Zooming way out, my take on productivity generally is: human pressure to push our productivity is inevitable because we still need to solve some very hard, expensive problems: (1) Our history of industrialization has led to unsustainable environmental impact. This may require 10-100x the engineering focus & coordination we've ever had before. (2) Disease still has significant impact. (3) We still need human labor to harvest and transform resources (agriculture, metals) (4) We still need human labor to generate more "life necessities" supply: electricity, housing, water / plumbing.

One could argue that for (3) & (4) we can be more like Germany and we'll still do great. Also one could argue that if we increased taxes / shifted government spend to subsidize housing development (vs. home ownership) we might also be fine.

Edits: grammar

emeerson | 6 years ago | on: Spotify Becomes Latest Tech Company to Hit Pause on Political Ads

Is this even addressing the root cause of 2016 misinformation campaigning? I was assuming most misinformation was distributed as user-generated content, not ads.

How much was Spotify exploited as a media platform for campaign misinformation?
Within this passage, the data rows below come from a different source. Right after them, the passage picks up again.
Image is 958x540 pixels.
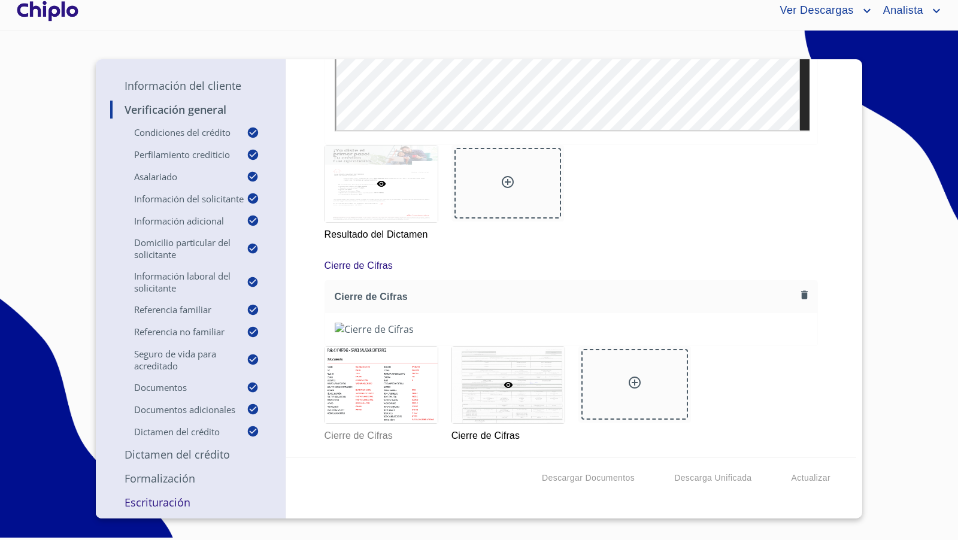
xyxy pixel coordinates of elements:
p: Referencia No Familiar [110,326,247,338]
p: Cierre de Cifras [324,259,393,273]
p: Domicilio Particular del Solicitante [110,236,247,260]
p: Documentos [110,381,247,393]
p: Resultado del Dictamen [324,223,437,242]
p: Información adicional [110,215,247,227]
span: Actualizar [791,471,830,486]
img: Cierre de Cifras [335,323,808,336]
p: Cierre de Cifras [324,424,437,443]
p: Formalización [110,471,271,486]
p: Cierre de Cifras [451,424,564,443]
p: Referencia Familiar [110,304,247,316]
p: Información del Cliente [110,78,271,93]
span: Analista [874,1,929,20]
button: Descarga Unificada [669,467,756,489]
p: Verificación General [110,102,271,117]
button: account of current user [771,1,874,20]
span: Cierre de Cifras [335,290,796,303]
p: Asalariado [110,171,247,183]
span: Descargar Documentos [542,471,635,486]
p: Documentos adicionales [110,404,247,416]
p: Dictamen del crédito [110,426,247,438]
span: Descarga Unificada [674,471,751,486]
span: Ver Descargas [771,1,859,20]
button: Actualizar [787,467,835,489]
p: Seguro de Vida para Acreditado [110,348,247,372]
p: Escrituración [110,495,271,509]
p: Información Laboral del Solicitante [110,270,247,294]
button: Descargar Documentos [537,467,639,489]
p: Dictamen del Crédito [110,447,271,462]
p: Información del Solicitante [110,193,247,205]
img: Cierre de Cifras [325,347,438,423]
p: Perfilamiento crediticio [110,148,247,160]
button: account of current user [874,1,944,20]
p: Condiciones del Crédito [110,126,247,138]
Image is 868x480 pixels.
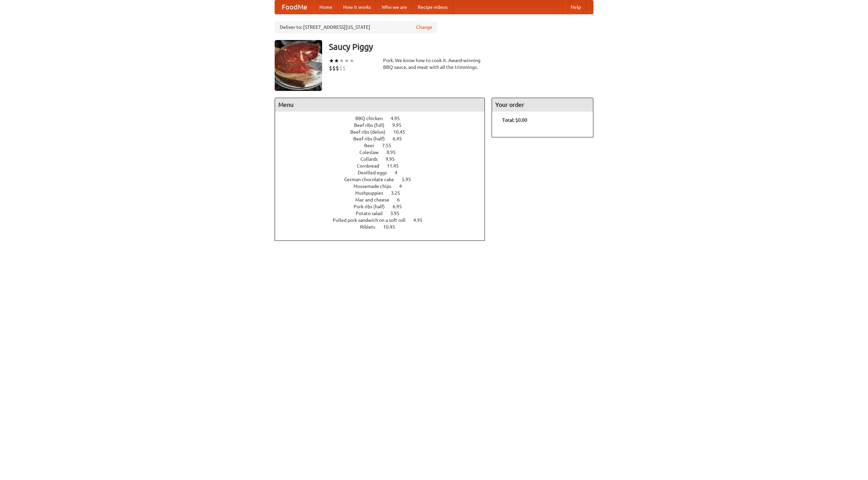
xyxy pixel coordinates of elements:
span: 6.95 [393,204,409,209]
a: Collards 9.95 [360,156,407,162]
span: 4.95 [391,115,407,121]
span: Cornbread [357,163,386,169]
span: 9.95 [393,123,409,128]
span: 4 [399,184,409,189]
span: 9.95 [385,156,402,162]
a: Mac and cheese 6 [355,197,413,202]
a: Beef ribs (half) 6.45 [353,136,414,141]
span: Housemade chips [353,184,398,189]
span: 4 [394,170,404,176]
a: Hushpuppies 3.25 [355,191,413,196]
a: Housemade chips 4 [353,184,414,189]
span: 7.55 [382,143,398,148]
h3: Saucy Piggy [329,40,593,54]
b: Total: $0.00 [502,117,527,123]
li: ★ [334,57,339,64]
span: 11.45 [387,163,405,169]
li: $ [332,64,336,72]
a: FoodMe [275,0,314,14]
span: Potato salad [356,211,389,217]
li: $ [339,64,343,72]
span: Riblets [360,224,382,230]
a: Who we are [377,0,413,14]
span: Hushpuppies [355,191,390,196]
li: ★ [339,57,344,64]
a: Riblets 10.45 [360,224,408,230]
span: 10.45 [383,224,402,230]
span: 5.95 [402,176,418,182]
li: ★ [344,57,349,64]
span: Coleslaw [359,150,385,155]
span: Beef ribs (full) [354,123,391,128]
span: 4.95 [414,217,429,223]
span: Collards [360,156,384,162]
span: 6 [397,197,407,202]
a: Beef ribs (delux) 10.45 [350,130,418,135]
span: 3.25 [391,191,407,196]
div: Pork. We know how to cook it. Award-winning BBQ sauce, and meat with all the trimmings. [383,57,485,70]
span: BBQ chicken [355,115,389,121]
li: ★ [329,57,334,64]
span: Devilled eggs [358,170,393,176]
a: Cornbread 11.45 [357,163,411,169]
h4: Your order [492,98,593,112]
span: Beef ribs (half) [353,136,392,141]
div: Deliver to: [STREET_ADDRESS][US_STATE] [275,21,438,33]
li: $ [343,64,346,72]
img: angular.jpg [275,40,322,91]
span: Beer [364,143,381,148]
a: Change [416,23,432,31]
a: Coleslaw 8.95 [359,150,409,155]
a: German chocolate cake 5.95 [344,176,424,182]
span: 3.95 [390,211,406,217]
span: Beef ribs (delux) [350,130,393,135]
span: 6.45 [393,136,409,141]
span: Mac and cheese [355,197,396,202]
a: BBQ chicken 4.95 [355,115,413,121]
span: 8.95 [387,150,403,155]
h4: Menu [275,98,485,112]
span: Pork ribs (half) [353,204,392,209]
a: Pork ribs (half) 6.95 [353,204,414,209]
a: Beef ribs (full) 9.95 [354,123,414,128]
a: Beer 7.55 [364,143,404,148]
a: Devilled eggs 4 [358,170,410,176]
span: Pulled pork sandwich on a soft roll [332,217,413,223]
li: $ [336,64,339,72]
span: German chocolate cake [344,176,401,182]
li: $ [329,64,332,72]
a: Recipe videos [413,0,453,14]
a: Home [314,0,338,14]
a: How it works [338,0,377,14]
li: ★ [349,57,354,64]
span: 10.45 [393,130,412,135]
a: Help [566,0,586,14]
a: Potato salad 3.95 [356,211,412,217]
a: Pulled pork sandwich on a soft roll 4.95 [332,217,435,223]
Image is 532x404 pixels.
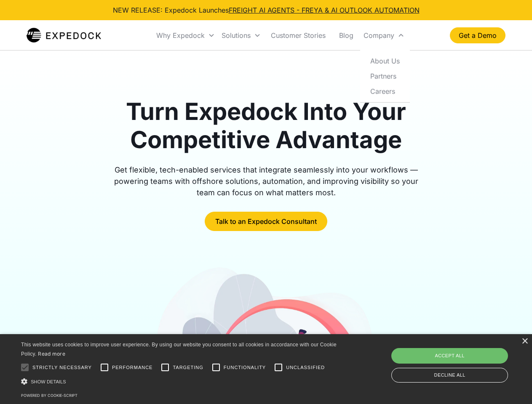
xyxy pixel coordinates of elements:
[156,31,204,40] div: Why Expedock
[112,364,153,371] span: Performance
[223,364,266,371] span: Functionality
[363,53,407,68] a: About Us
[113,5,420,15] div: NEW RELEASE: Expedock Launches
[21,377,339,386] div: Show details
[32,364,92,371] span: Strictly necessary
[363,31,394,40] div: Company
[229,6,420,14] a: FREIGHT AI AGENTS - FREYA & AI OUTLOOK AUTOMATION
[153,21,218,49] div: Why Expedock
[286,364,325,371] span: Unclassified
[360,49,410,102] nav: Company
[21,393,77,397] a: Powered by cookie-script
[221,31,250,40] div: Solutions
[31,379,66,384] span: Show details
[218,21,264,49] div: Solutions
[363,68,407,84] a: Partners
[21,342,337,357] span: This website uses cookies to improve user experience. By using our website you consent to all coo...
[264,21,332,49] a: Customer Stories
[173,364,203,371] span: Targeting
[332,21,360,49] a: Blog
[104,164,428,198] div: Get flexible, tech-enabled services that integrate seamlessly into your workflows — powering team...
[27,27,101,44] a: home
[450,27,505,43] a: Get a Demo
[360,21,408,49] div: Company
[104,97,428,154] h1: Turn Expedock Into Your Competitive Advantage
[363,84,407,99] a: Careers
[27,27,101,44] img: Expedock Logo
[38,351,65,357] a: Read more
[204,212,327,231] a: Talk to an Expedock Consultant
[391,313,532,404] iframe: Chat Widget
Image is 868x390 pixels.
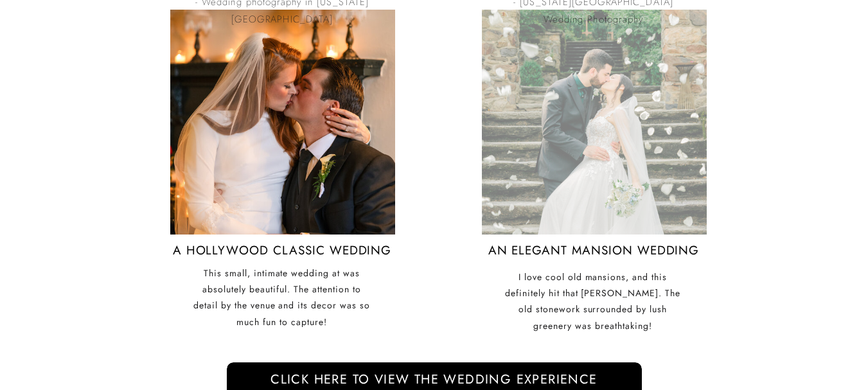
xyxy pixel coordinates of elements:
[192,265,372,344] a: This small, intimate wedding at was absolutely beautiful. The attention to detail by the venue an...
[143,244,422,269] a: A Hollywood Classic Wedding
[502,269,684,336] a: I love cool old mansions, and this definitely hit that [PERSON_NAME]. The old stonework surrounde...
[458,244,730,269] a: An elegant mansion wedding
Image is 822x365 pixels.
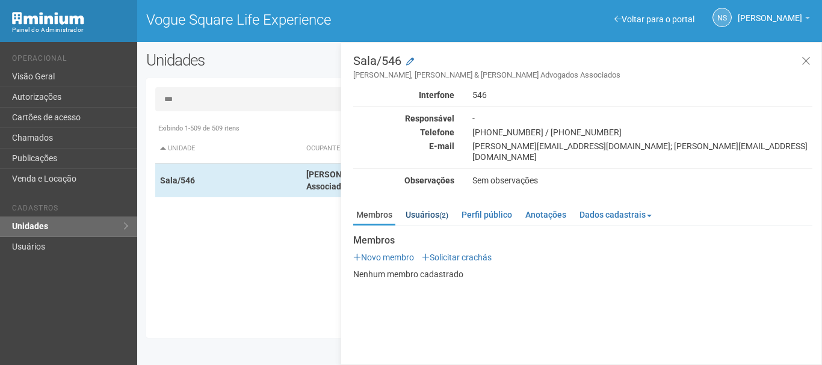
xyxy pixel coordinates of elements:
[344,127,463,138] div: Telefone
[353,206,395,226] a: Membros
[344,113,463,124] div: Responsável
[614,14,694,24] a: Voltar para o portal
[439,211,448,220] small: (2)
[12,204,128,217] li: Cadastros
[155,134,302,164] th: Unidade: activate to sort column descending
[353,269,812,280] p: Nenhum membro cadastrado
[463,90,821,100] div: 546
[155,123,804,134] div: Exibindo 1-509 de 509 itens
[146,51,413,69] h2: Unidades
[459,206,515,224] a: Perfil público
[577,206,655,224] a: Dados cadastrais
[463,113,821,124] div: -
[713,8,732,27] a: NS
[463,127,821,138] div: [PHONE_NUMBER] / [PHONE_NUMBER]
[353,253,414,262] a: Novo membro
[522,206,569,224] a: Anotações
[344,141,463,152] div: E-mail
[463,141,821,162] div: [PERSON_NAME][EMAIL_ADDRESS][DOMAIN_NAME]; [PERSON_NAME][EMAIL_ADDRESS][DOMAIN_NAME]
[353,235,812,246] strong: Membros
[301,134,570,164] th: Ocupante: activate to sort column ascending
[422,253,492,262] a: Solicitar crachás
[344,175,463,186] div: Observações
[146,12,471,28] h1: Vogue Square Life Experience
[353,55,812,81] h3: Sala/546
[12,54,128,67] li: Operacional
[406,56,414,68] a: Modificar a unidade
[12,25,128,36] div: Painel do Administrador
[403,206,451,224] a: Usuários(2)
[738,15,810,25] a: [PERSON_NAME]
[344,90,463,100] div: Interfone
[353,70,812,81] small: [PERSON_NAME], [PERSON_NAME] & [PERSON_NAME] Advogados Associados
[160,176,195,185] strong: Sala/546
[12,12,84,25] img: Minium
[738,2,802,23] span: Nicolle Silva
[463,175,821,186] div: Sem observações
[306,170,558,191] strong: [PERSON_NAME], [PERSON_NAME] & [PERSON_NAME] Advogados Associados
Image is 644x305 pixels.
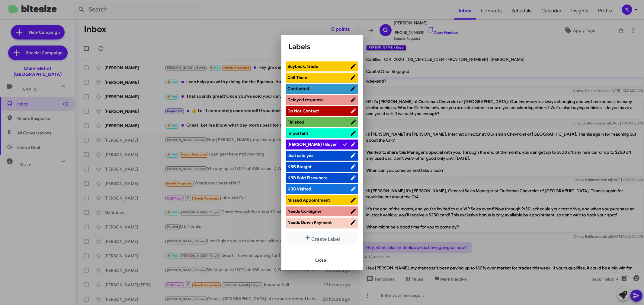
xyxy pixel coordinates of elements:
span: Important [288,130,308,136]
span: Buyback: trade [288,64,319,69]
h1: Labels [288,42,356,52]
button: Create Label [286,232,358,245]
span: Finished [288,119,304,125]
span: Delayed response [288,97,324,103]
span: KBB Sold Elsewhere [288,175,328,180]
span: Needs Down Payment [288,220,332,225]
span: Call Them [288,75,307,80]
span: [PERSON_NAME] / Buyer [288,142,337,147]
span: Do Not Contact [288,108,320,114]
span: Just said yes [288,153,314,158]
span: KBB Visited [288,186,311,192]
span: Missed Appointment [288,197,330,203]
button: Close [311,255,331,266]
span: KBB Bought [288,164,312,169]
span: Contacted [288,86,309,91]
span: Needs Co-Signer [288,209,322,214]
span: Close [316,255,326,266]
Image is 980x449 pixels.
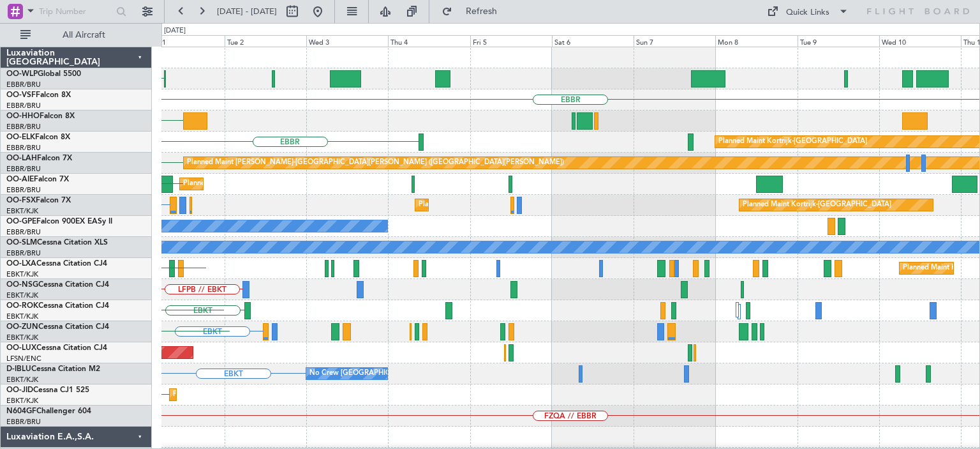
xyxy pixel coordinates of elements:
a: EBBR/BRU [6,249,41,258]
a: OO-LXACessna Citation CJ4 [6,260,107,267]
a: N604GFChallenger 604 [6,407,91,415]
span: OO-WLP [6,70,37,78]
a: EBKT/KJK [6,269,38,279]
a: OO-NSGCessna Citation CJ4 [6,281,109,289]
span: OO-AIE [6,175,34,183]
a: LFSN/ENC [6,353,42,364]
span: OO-NSG [6,281,38,289]
a: OO-FSXFalcon 7X [6,197,71,204]
div: Planned Maint [GEOGRAPHIC_DATA] ([GEOGRAPHIC_DATA]) [183,175,384,193]
span: [DATE] - [DATE] [217,6,277,17]
span: D-IBLU [6,365,32,373]
div: Thu 4 [388,35,470,47]
span: All Aircraft [33,31,135,40]
div: Planned Maint Kortrijk-[GEOGRAPHIC_DATA] [743,195,892,215]
a: EBKT/KJK [6,206,38,216]
a: OO-LUXCessna Citation CJ4 [6,344,107,352]
a: OO-GPEFalcon 900EX EASy II [6,218,112,226]
a: EBKT/KJK [6,396,38,405]
div: Planned Maint Kortrijk-[GEOGRAPHIC_DATA] [419,195,567,215]
a: OO-ROKCessna Citation CJ4 [6,302,109,310]
a: EBKT/KJK [6,312,38,321]
a: OO-JIDCessna CJ1 525 [6,386,89,394]
div: Fri 5 [470,35,552,47]
span: N604GF [6,407,37,415]
a: OO-VSFFalcon 8X [6,91,71,99]
a: EBBR/BRU [6,80,41,89]
a: EBBR/BRU [6,417,41,427]
div: Mon 1 [143,35,225,47]
div: Wed 3 [307,35,388,47]
span: Refresh [455,7,508,16]
a: EBKT/KJK [6,290,38,300]
button: Quick Links [761,1,855,22]
button: All Aircraft [14,25,139,45]
a: EBBR/BRU [6,227,41,237]
a: OO-ELKFalcon 8X [6,134,70,141]
span: OO-ELK [6,134,35,141]
span: OO-ROK [6,302,38,310]
a: OO-LAHFalcon 7X [6,154,72,162]
a: EBKT/KJK [6,333,38,342]
div: Mon 8 [715,35,797,47]
a: EBKT/KJK [6,375,38,384]
a: D-IBLUCessna Citation M2 [6,365,101,373]
input: Trip Number [39,2,112,21]
div: Planned Maint [PERSON_NAME]-[GEOGRAPHIC_DATA][PERSON_NAME] ([GEOGRAPHIC_DATA][PERSON_NAME]) [187,153,564,172]
a: OO-WLPGlobal 5500 [6,70,81,78]
div: Planned Maint Kortrijk-[GEOGRAPHIC_DATA] [173,385,322,404]
a: EBBR/BRU [6,185,41,195]
a: OO-AIEFalcon 7X [6,175,69,183]
div: Planned Maint Kortrijk-[GEOGRAPHIC_DATA] [719,132,867,152]
span: OO-LXA [6,260,37,267]
span: OO-ZUN [6,323,38,330]
a: EBBR/BRU [6,164,41,174]
span: OO-VSF [6,91,36,99]
span: OO-HHO [6,112,39,120]
a: EBBR/BRU [6,101,41,111]
div: No Crew [GEOGRAPHIC_DATA] ([GEOGRAPHIC_DATA] National) [309,364,523,383]
div: Sun 7 [634,35,715,47]
span: OO-LAH [6,154,37,162]
a: OO-SLMCessna Citation XLS [6,239,108,246]
span: OO-LUX [6,344,37,352]
span: OO-GPE [6,218,37,226]
div: Sat 6 [552,35,634,47]
button: Refresh [436,1,513,22]
span: OO-JID [6,386,33,394]
div: Tue 9 [798,35,879,47]
div: Wed 10 [879,35,961,47]
span: OO-FSX [6,197,36,204]
a: OO-ZUNCessna Citation CJ4 [6,323,109,330]
a: EBBR/BRU [6,143,41,152]
div: Quick Links [786,6,830,19]
a: OO-HHOFalcon 8X [6,112,75,120]
div: [DATE] [164,26,186,37]
span: OO-SLM [6,239,37,246]
div: Tue 2 [225,35,307,47]
a: EBBR/BRU [6,122,41,131]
Its cute that Spotify is doing this, but I think Facebook + Twitter were the big distribution channels (and probably Reddit is closest to the “astroturf core”).

Edit: grammar

emeerson | 7 years ago | on: Ask HN: How to speak like a leader, not like an engineer?

This is very wise advice, and I can especially appreciate the layer of empathy: empower engineers to add to their toolchain (mgmt or technical).

To complement this thinking, however, I also expect a leader to align engineers to business priorities. There is a fine line to walk in balancing the growth of engineers with the needs of a business. I expect engineers with certain years of experience to understand that as professionals we are hired to address these needs.

Of course there is also the flip side of this alignment: aligning the business to the real (vs. imagined) capabilities or investment needed.